There’s a point in Isabel Coixet’s 2005 film The Secret Life of Words when a character asserts that everything is essentially an accident. It’s a fascinating statement from a story that features suicide, genocide and the act of voluntarily detaching from the world.
The statement makes you appreciate the idea that everything we do in life, from the very best to the most horrible, is not what we intended or imagined we would do because it’s not the situation we intended or imagined ourselves being in.
And for victims of unspeakable trauma, the fact that they survived is an accident as well. It’s perhaps the most difficult accident to process.
Coixet is a Spanish director, but the film takes place in Ireland and stars American actor Tim Robbins and Canadian actress Sarah Polley, who plays a Yugoslavian woman.
The Secret Life of Words screens next week as part of the Holocaust and Genocide Studies Project, a series sponsored by the Portland Center for Public Humanities.
Words is not a typical film about genocide, if there can even be such a thing. It’s primarily the story of two characters, and it paints a compelling portrait of what it means to be a survivor.
Polley plays Hanna, a partially deaf factory worker who is asked to take a vacation because her co-workers complain about her lack of social skills. On her holiday, she meets Robbins’ character, Josef, an oil rig worker who was badly burned and is temporarily blind.
She offers to become his nurse, probably because she can’t stand to be alone with nothing to do. Although Hanna reveals next to nothing about herself, it’s immediately clear she has been through something profound.
The scenes between Hanna and Josef are at first very stunted and uncomfortable: She refuses to tell him anything about herself, not even her real name, and even though she is helping with his bedpan and cleaning his entire body, he’s OK with making awkward sexual advances.
The subtle sexual undercurrent in the film feels much different than in many films—it’s realistic and unpleasant, even though Josef becomes more likable. There’s a decidedly unromantic feel to the relationship between them, and this movie is normally considered a love story, which I mean as a compliment.
The Secret Life of Words is slow, and in some ways it’s very odd. There’s an otherworldly child’s voice narrating portions of Hanna’s story that kind of reminded me of the cat’s voice in Miranda July’s The Future, and the identity of this voice isn’t explained.
Hanna begins to slowly come out of her shell while caring for Josef on the oil rig, and the big reveal of her horrific past during the Balkan Wars is delivered with stunning eloquence by the always amazing Polley.
The Secret Life of Words
Part of the Holocaust and Genocide Studies Project
Wednesday, March 6, 7 p.m.
Oregon Holocaust Research Center
1953 NW Kearney St.
But the idea of constructing a viable romance between the two characters sometimes seems bizarre. It takes so long to fully understand Hanna’s story that there’s not enough time left to understand her transformation—which is too bad, because both actors are great in their complex roles.
Following next week’s screening at the Oregon Holocaust Resource Center, Portland State professor Gregory Goekjian will lead a discussion on the film.
“The Secret Life of Words deals with the isolation and shame of a survivor and the ways in which words can both torment and heal, even in their inadequacy to represent certain experiences,” Goekjian said in an email. “This is not unlike the word ‘genocide’ itself, with its ‘clean’ scientific etymology that both exposes and masks the slaughter, massacre, rape, violation and inhumanity it signifies.
“The film brings together two victims of very different catastrophes: one personal, individual and explicable, and the other genocidal,” Goekjian said. “Their confrontation and interaction lead to the possibility of at least a partial understanding and even healing.”
The series of films presented by the Holocaust and Genocide Studies Project committee were chosen because they present these subjects in an unusual light, and The Secret Life of Words certainly qualifies. Julie
Christie, in a cameo role as Hanna’s counselor, remarks at the end how many Hannas there are.
But the film tells an incredibly small and intimate tale of one woman instead of many. Isn’t that the best way to understand immense atrocities? Aren’t we drawn to the personal stories of people whose lives we could easily have lived ourselves?
By comparing and contrasting Hanna’s history to that of Josef, who suffered an individual tragedy, The Secret Life of Words manages to show that all tragedies are individual, and you’d be hard-pressed to find an accident without lifelong consequences.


◆ Work instructions ◆
Copy every entry word for word. Skip the pictures.

(Images for object localization)
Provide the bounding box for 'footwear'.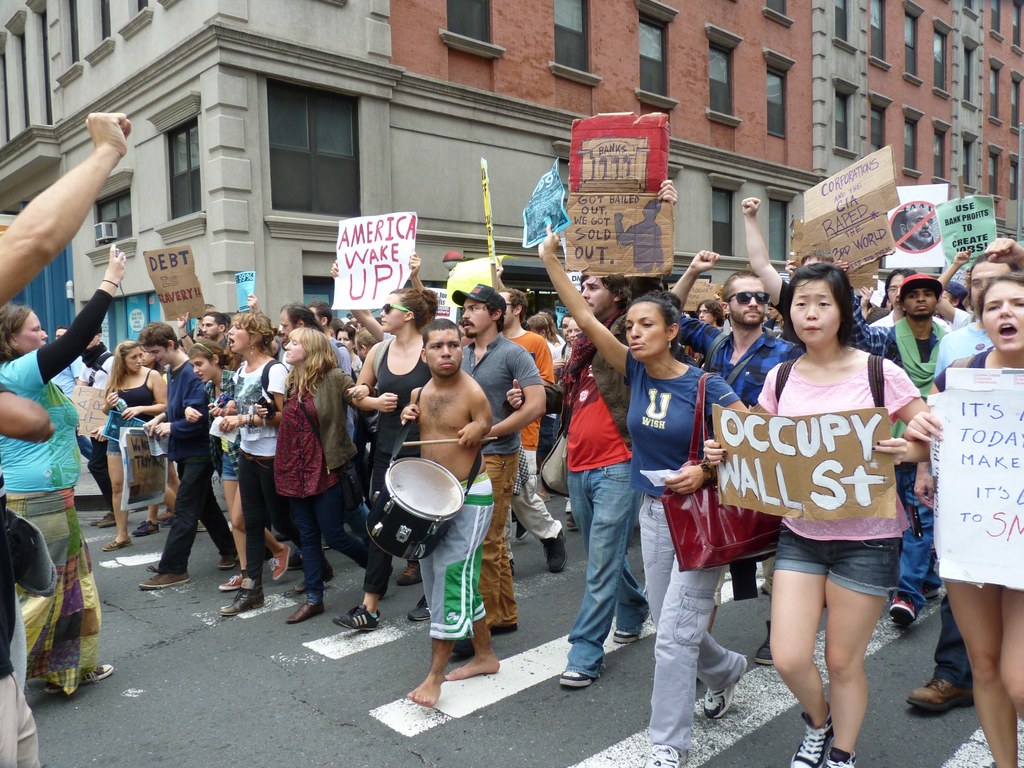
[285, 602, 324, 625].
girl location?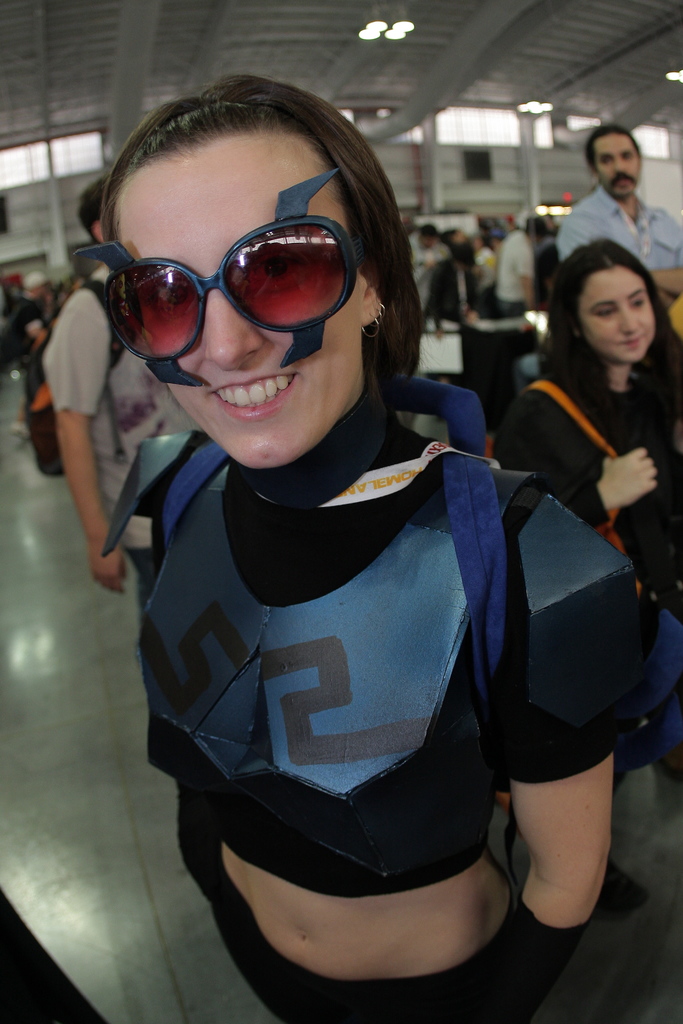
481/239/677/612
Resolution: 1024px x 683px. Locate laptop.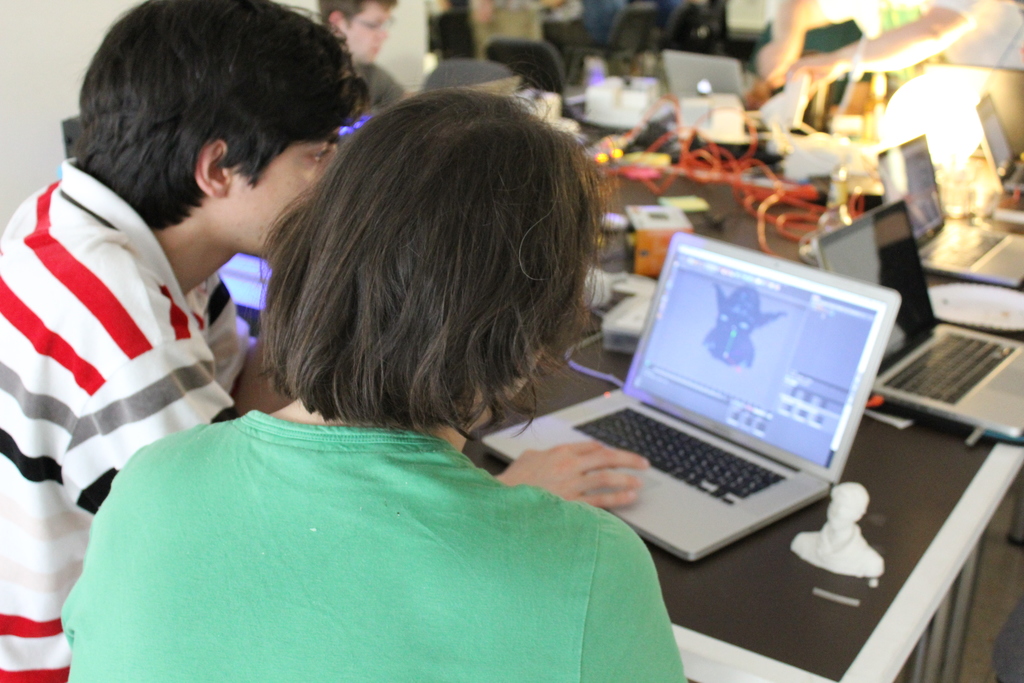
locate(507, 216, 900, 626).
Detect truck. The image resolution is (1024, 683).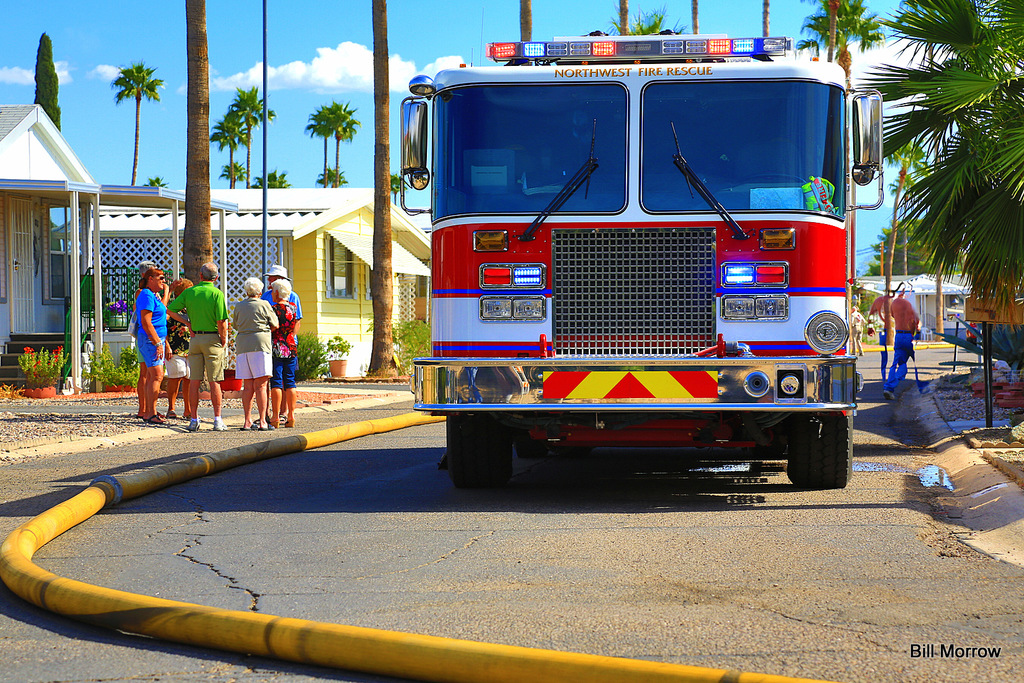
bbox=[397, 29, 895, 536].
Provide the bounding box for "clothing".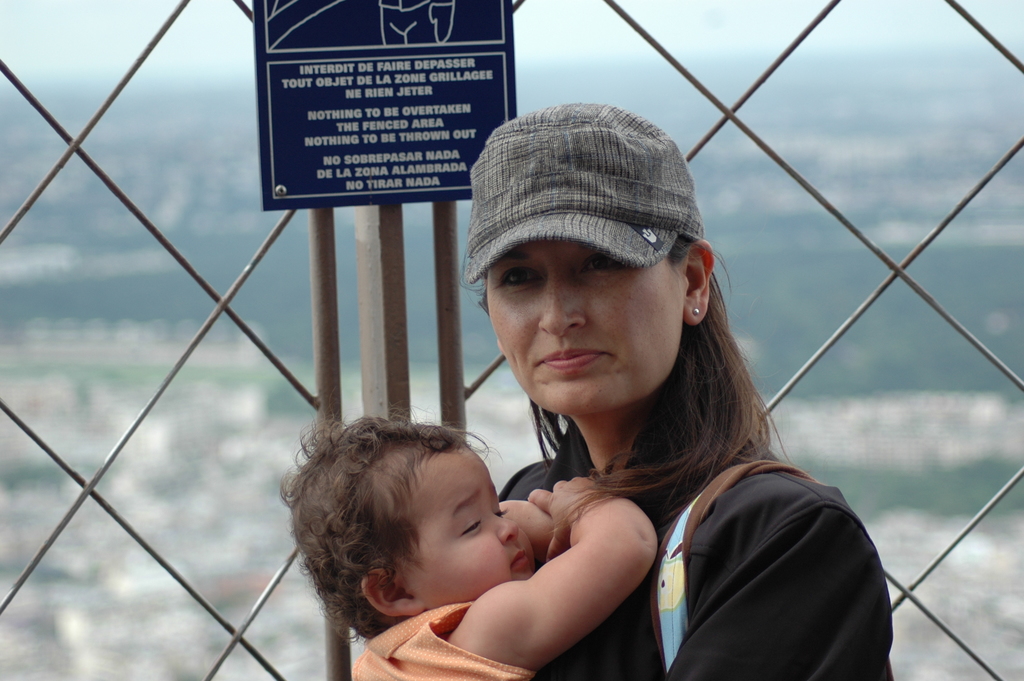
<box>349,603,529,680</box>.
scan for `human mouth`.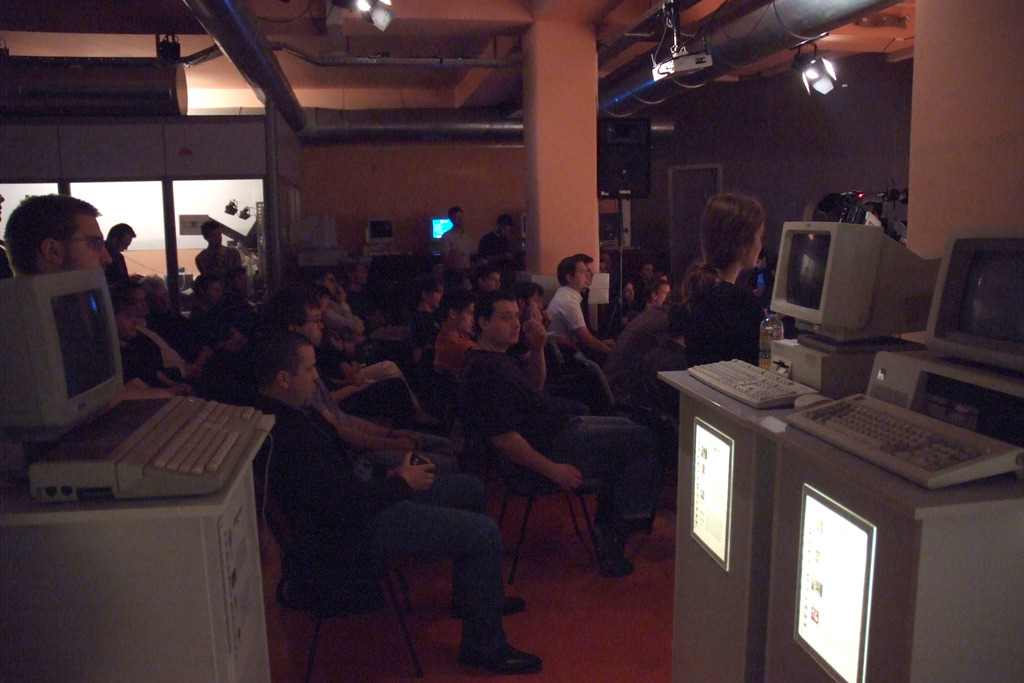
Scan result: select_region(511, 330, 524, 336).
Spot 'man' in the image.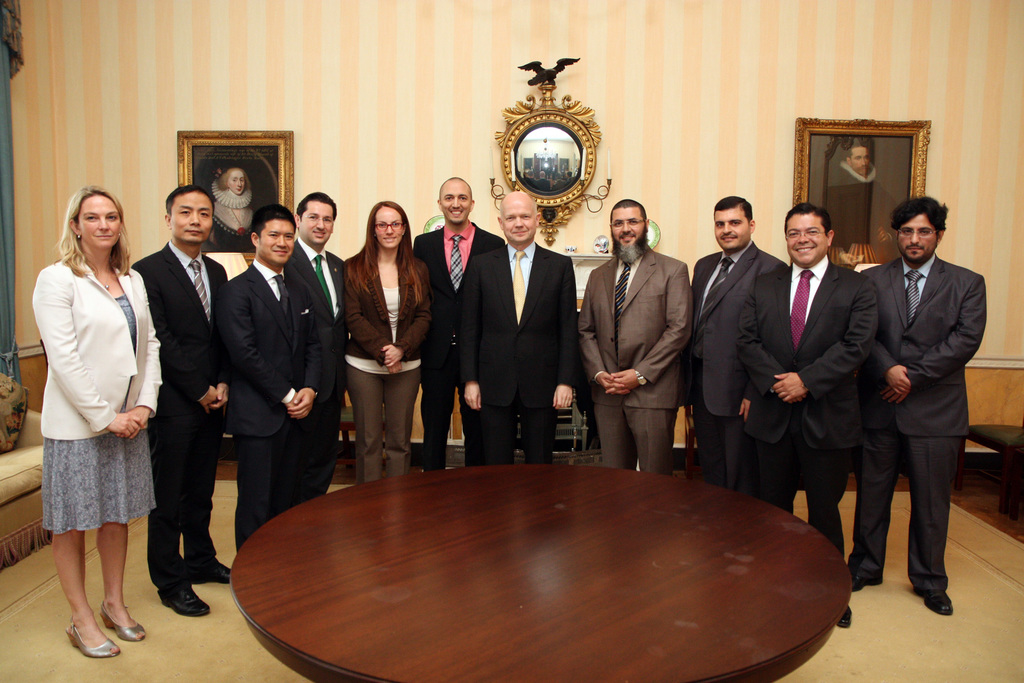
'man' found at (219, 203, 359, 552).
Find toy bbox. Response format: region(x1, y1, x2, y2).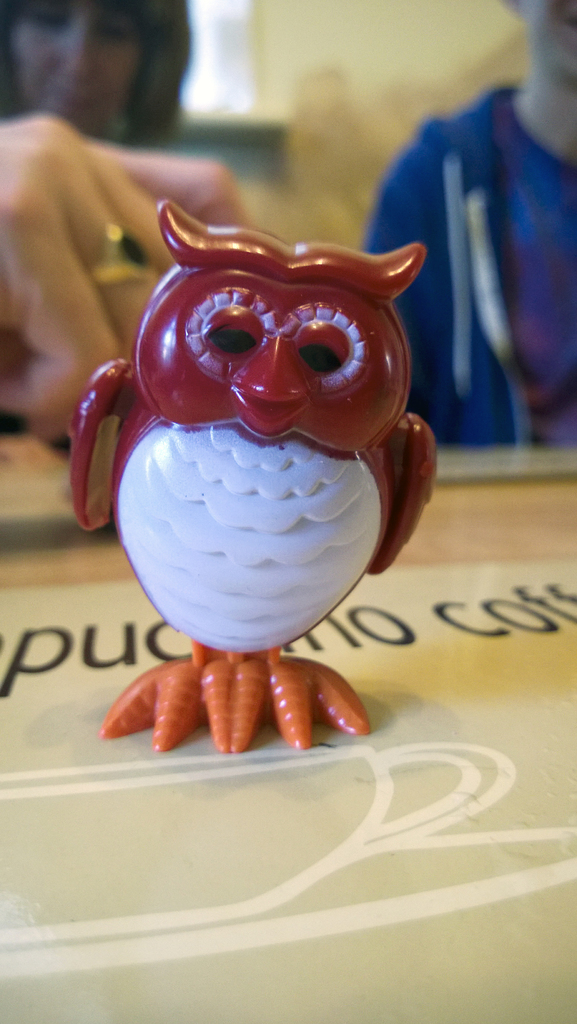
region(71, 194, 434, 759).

◆ Expected output ◆
Provide the bounding box for 'footwear'.
[285, 602, 324, 625].
girl location?
481/239/677/612
Resolution: 1024px x 683px. Locate laptop.
locate(507, 216, 900, 626).
Detect truck. The image resolution is (1024, 683).
bbox=[397, 29, 895, 536].
Provide the bounding box for "clothing".
<box>349,603,529,680</box>.
scan for `human mouth`.
Scan result: select_region(511, 330, 524, 336).
Spot 'man' in the image.
'man' found at (219, 203, 359, 552).
Find toy bbox. Response format: region(x1, y1, x2, y2).
region(71, 194, 434, 759).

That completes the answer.